You copied a URL three hours ago. Or was it a phone number? Either way, you need it now, and you've copied a dozen things since. Where did it go?
If you're on macOS 14 or 15, the honest answer is: it's gone. The Mac clipboard stores exactly one item, and it doesn't keep history. But there are still a few places worth checking — and ways to make sure this never happens again.
Check Spotlight clipboard history (macOS 26+)
If you're running macOS 26 Tahoe or later, Apple has built clipboard history directly into Spotlight.
Search clipboard history in Spotlight
- Press ⌘ + Space + 4 to jump directly to clipboard history
- Or open Spotlight normally (⌘ + Space) and type part of the text you remember copying
- Clipboard results appear alongside other Spotlight results
- Double-click an item to paste it
The default retention is 8 hours. If you copied something longer ago than that, it may have expired. You can extend retention to 7 days in System Settings → Spotlight — scroll down to find the clipboard history section.
Keep in mind that Spotlight clipboard history only stores text. If you copied an image or file, it won't appear here.
Use a clipboard manager
A clipboard manager captures every copy event in the background and keeps a searchable history. This is the most reliable way to find something you copied hours — or even days — ago.
QuietClip stores up to 1,000 items with no expiration timer. Press ⌘⇧V to open the history panel, then type a few characters to search. Items stay until you delete them or reach your storage limit. Free for 25 text items, $8.99 once for Pro.
The key difference between a clipboard manager and built-in history: clipboard managers don't expire your items after a set time. If you copied something last week, it's still there — as long as the manager was running when you copied it.
The best time to install a clipboard manager was before you lost that important item. The second-best time is right now.
Other places to look
If you don't have a clipboard manager and macOS Spotlight doesn't have what you need, try these:
- Check the source. If you copied text from a website or document, go back to where you found it.
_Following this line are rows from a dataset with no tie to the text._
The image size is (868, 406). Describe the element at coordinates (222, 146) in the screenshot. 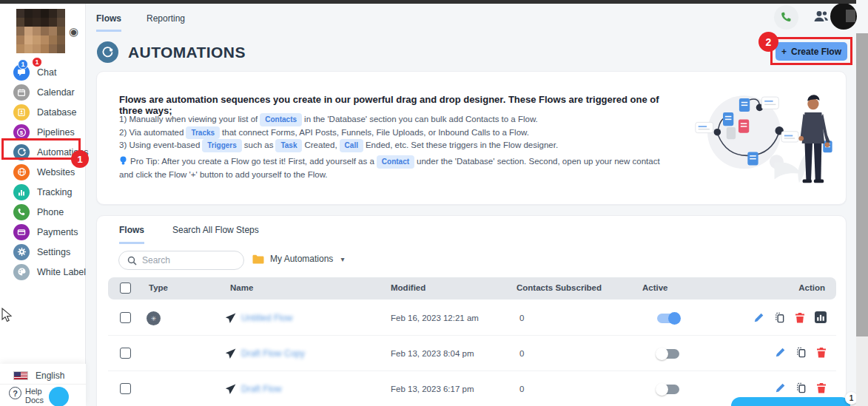

I see `triggers-pill: Triggers` at that location.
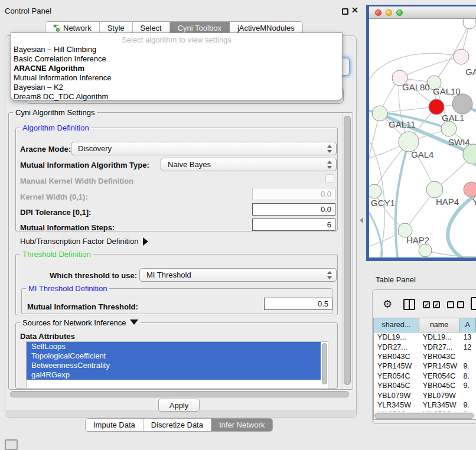 The image size is (476, 450). What do you see at coordinates (298, 304) in the screenshot?
I see `mi-threshold-field: 0.5` at bounding box center [298, 304].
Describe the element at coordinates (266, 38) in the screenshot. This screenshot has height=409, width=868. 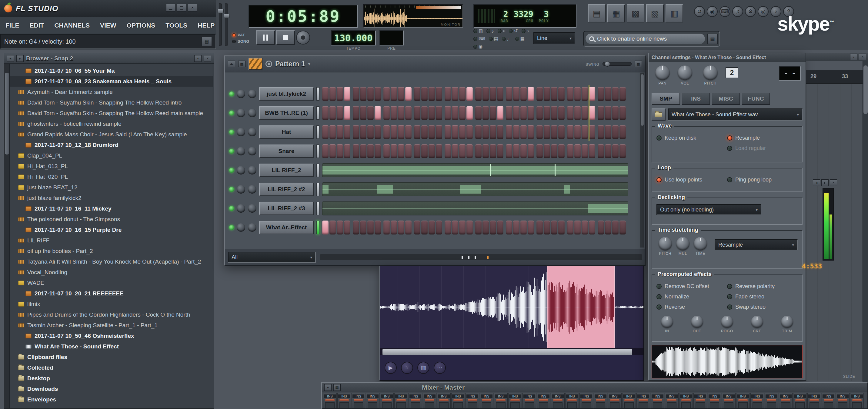
I see `play-pause-button` at that location.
Browser history (⌘Y in Safari or Chrome) can help you retrace your steps.
- Check your paste destinations. You may have already pasted the item somewhere — a message, a note, a document. Search your recent files.
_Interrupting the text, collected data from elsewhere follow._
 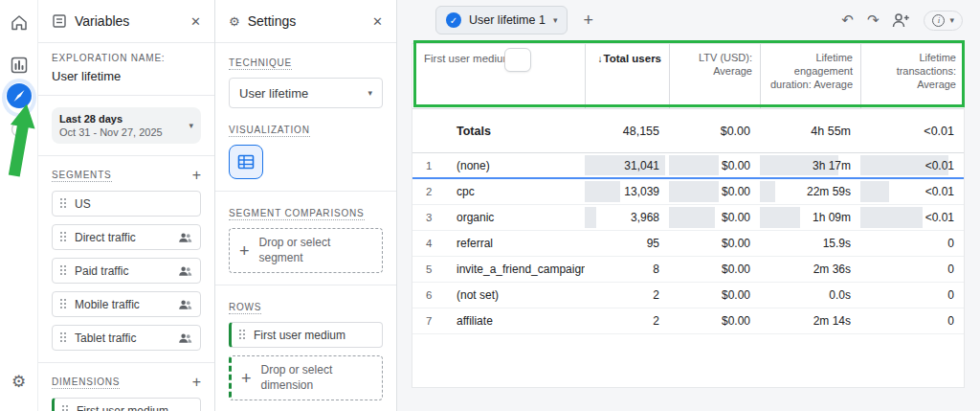 I want to click on add-dimension-button: +, so click(x=197, y=382).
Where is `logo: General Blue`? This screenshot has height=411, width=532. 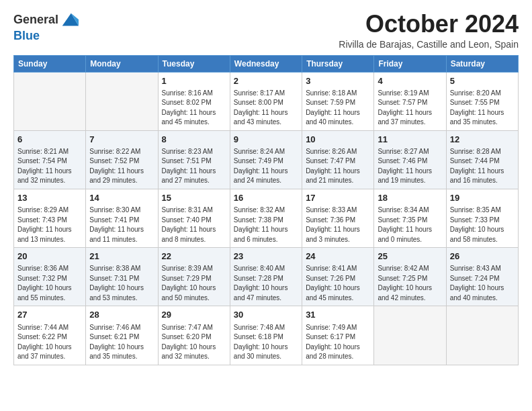 logo: General Blue is located at coordinates (46, 27).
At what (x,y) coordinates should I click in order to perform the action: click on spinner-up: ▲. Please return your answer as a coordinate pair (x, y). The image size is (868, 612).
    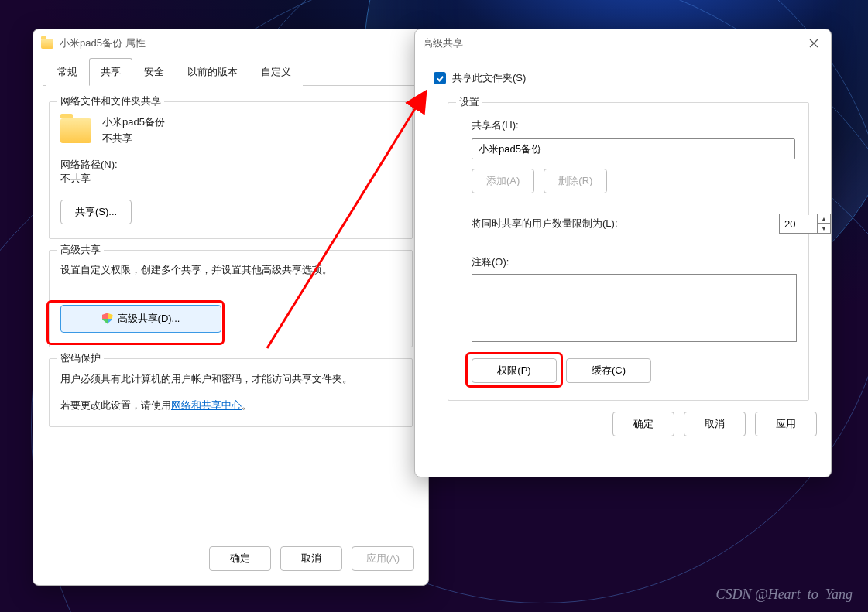
    Looking at the image, I should click on (824, 219).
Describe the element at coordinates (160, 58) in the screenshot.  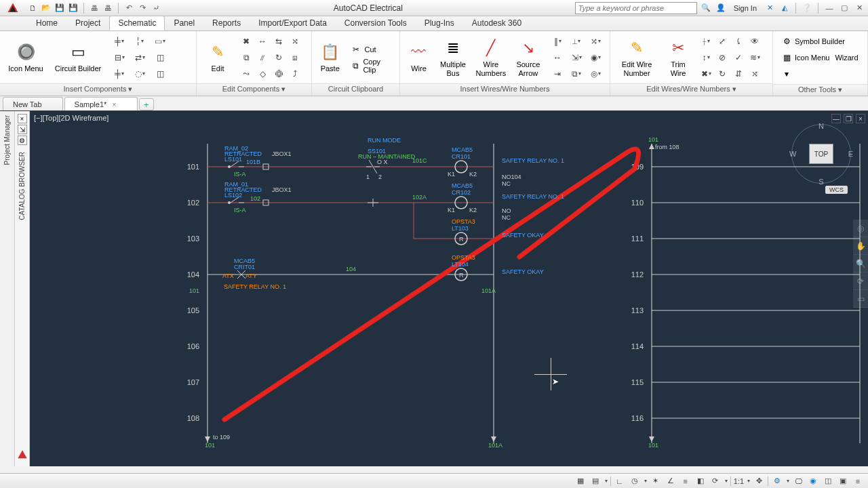
I see `circuit-icon: ◫` at that location.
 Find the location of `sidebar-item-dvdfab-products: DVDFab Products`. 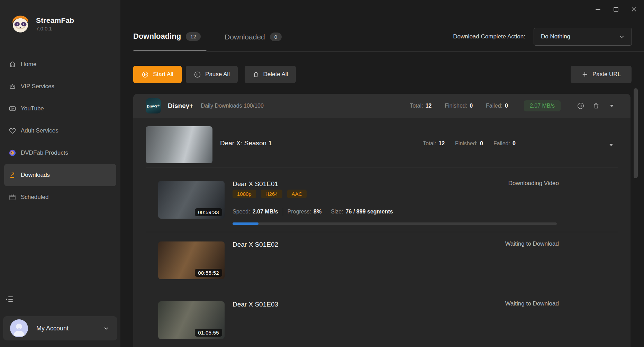

sidebar-item-dvdfab-products: DVDFab Products is located at coordinates (60, 153).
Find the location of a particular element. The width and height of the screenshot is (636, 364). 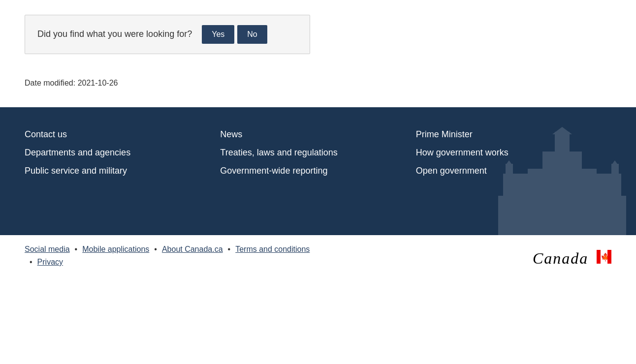

footer-bottom-row2: • Privacy is located at coordinates (167, 262).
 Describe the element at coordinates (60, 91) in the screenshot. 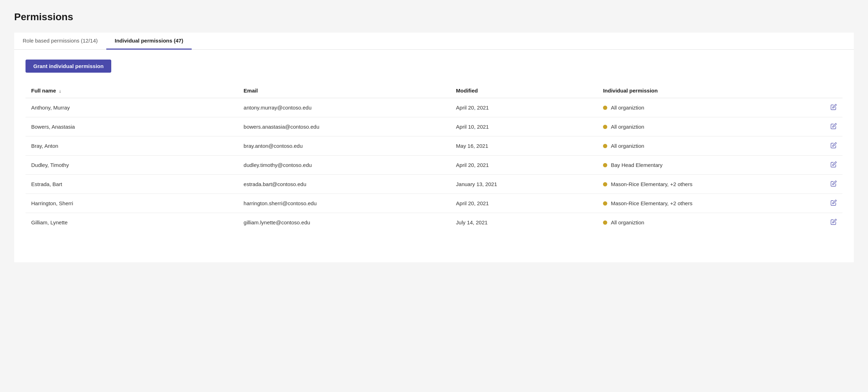

I see `sort-arrow-icon: ↓` at that location.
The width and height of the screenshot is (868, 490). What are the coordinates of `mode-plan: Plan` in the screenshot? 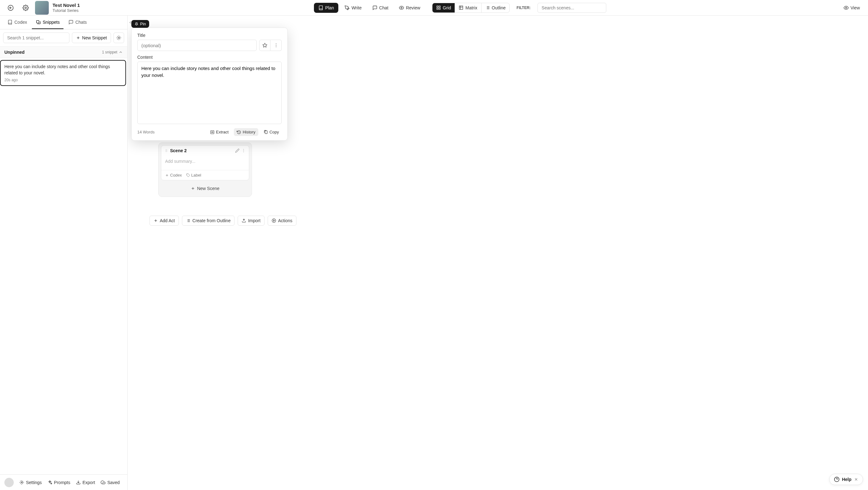 It's located at (326, 8).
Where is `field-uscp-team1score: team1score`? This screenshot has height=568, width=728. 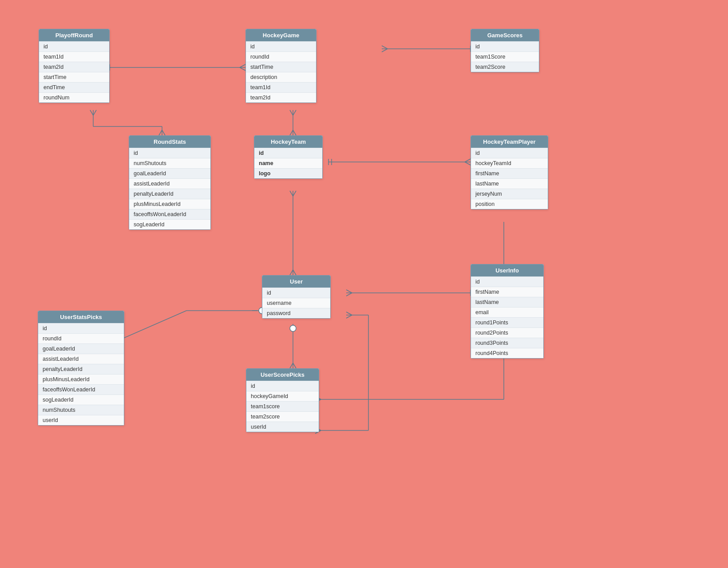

- Check Notes or Messages. If you pasted the item into a conversation or note, it's still there.
- Terminal history. If you copied a command, check your shell history with the
historycommand in Terminal.
These are workarounds, not solutions. They depend on luck and memory. A clipboard manager eliminates the guesswork entirely.
Prevent this in the future
Once a clipboard manager is part of your workflow, the question "where did that thing I copied go?" stops being a problem. Everything is searchable, everything is saved, and nothing expires unexpectedly.
QuietClip is built for macOS 14 and later, uses under 5 MB of memory, requires zero network access, and stores everything locally on your device.
Find anything you've ever copied.
QuietClip keeps your clipboard history searchable and private. Text, images, files — all stored locally on your Mac. Free to start, $8.99 once for everything.